Formula: Qtot = 7.5 × (bedrooms + 1) + 0.01 × floor area in CFM continuous. Examples: Studio 500 sq ft: 13 CFM; 1BR 700 sq ft: 22 CFM; 2BR 1,000 sq ft: 33 CFM; 3BR 1,400 sq ft: 44 CFM. Local exhaust additionally required: Bathrooms need 50 CFM intermittent OR 20 CFM continuous; kitchens need 100 CFM intermittent OR 5 ACH continuous—both must vent outdoors. Infiltration credit: If blower door tested, natural leakage reduces mechanical requirement—tight apartments (3 ACH50) need full mechanical; leaky apartments (15 ACH50) may need minimal/none.

Can I use windows instead of mechanical ventilation in apartment?

Technically yes IF: Apartment has openable window area ≥4% of floor area distributed across ≥2 exterior walls AND temperate climate. Practically problematic: Relying on windows requires occupants actually opening them despite cold/heat, noise, security, pollen, pollution concerns. Research shows behavior unreliable for ensuring consistent ventilation. Building science consensus: While ASHRAE allows natural ventilation option, mechanical systems far more reliable maintaining adequate IAQ regardless of occupant behavior or weather. Modern airtight apartments typically cannot achieve required air exchange through realistic window-opening behavior alone—need mechanical ventilation.

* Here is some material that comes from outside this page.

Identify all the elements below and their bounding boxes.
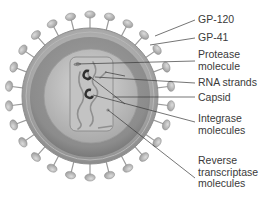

Who is responsible for apartment ventilation—landlord or tenant?

Landlord/building owner: Required to provide ASHRAE 62.2-compliant ventilation in new construction per building codes. Existing buildings: Habitability laws require adequate ventilation—landlord must fix non-functioning exhaust fans, blocked systems, demonstrated deficiencies (mold, persistent high CO2). Tenant: Cannot install through-wall/ducted systems without permission—limited to opening windows, running existing fans, portable air purifiers (which don’t provide fresh air exchange). Documentation: Tenants should monitor CO2 (>1,500 ppm indicates inadequacy), document mold/odors, submit written repair requests, escalate to housing authority if landlord unresponsive to legitimate ventilation problems affecting habitability.

How do I know if my apartment has adequate ventilation?

Monitor CO2 levels: Install CO2 monitor (Aranet4 $200, Airthings View Plus $300) measuring 24-hour concentrations. Adequate: <1,000 ppm; Marginal: 1,000-1,500 ppm; Inadequate: >1,500 ppm especially overnight in bedrooms. Check humidity: 30-50% RH indicates adequate moisture removal; >60% sustained or window condensation indicates inadequate ventilation. Subjective test: Does apartment smell stale upon returning after absence? Check systems: Verify bathroom exhaust actually runs, measure airflow with anemometer or tissue test (should pull tissue against grille), confirm kitchen exhaust vents outdoors (not recirculating). Blower door test: Professional test ($200-400) measures airtightness determining if natural infiltration contributes adequate ventilation or mechanical required.